According to RFK, Jr., if we all just eat right, exercise and avoid modern medicine we have nothing to fear. Fundamentalists share with eugenicists the notion that a higher power selects those who prosper; it is not up to society to protect the weak of body or will. Both my husband and I exercised regularly, ate a Mediterranean diet, imbibed moderately, slept well, had strong family and friendship circles, attended religious services. Cancer found us anyway. 

As a student and teacher of U.S. History, I know that there have been both religious and secular movements that have at various periods attempted to control personal behavior, but this is the first time that nihilism has become actual government policy. 

As Demetre C. Daskalakis wrote in his resignation letter yesterday, “Public health is not merely about the health of the individual, but it is about the health of the community, the nation, the world. The nation’s health security is at risk and is in the hands of people focusing on ideological self-interest.” 

From the canceling of cancer research to the gutting of infectious disease preparedness to the cuts in Medicaid and reproductive health services to the internment of foreign nationals pursuing scientific research in the states, this administration has one message for its citizens: “You are on your own.”

5 thoughts on “Nihilism as Public Policy”

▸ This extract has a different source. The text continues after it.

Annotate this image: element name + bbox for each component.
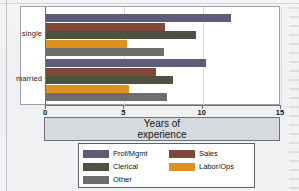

  1. As an MS patient who takes a B-cell depletion therapy, I am also in that high-risk group. Up until now, my husband and son have been militant about getting their boosters as well…it’s what families do to protect each other. But this administration doesn’t seem to care about that, and I am so scared that they won’t be able to access any Covid boosters in the future. The medication I take has literally given me my life back…for now, anyway. I never dreamed that our country would be living this horrible reality.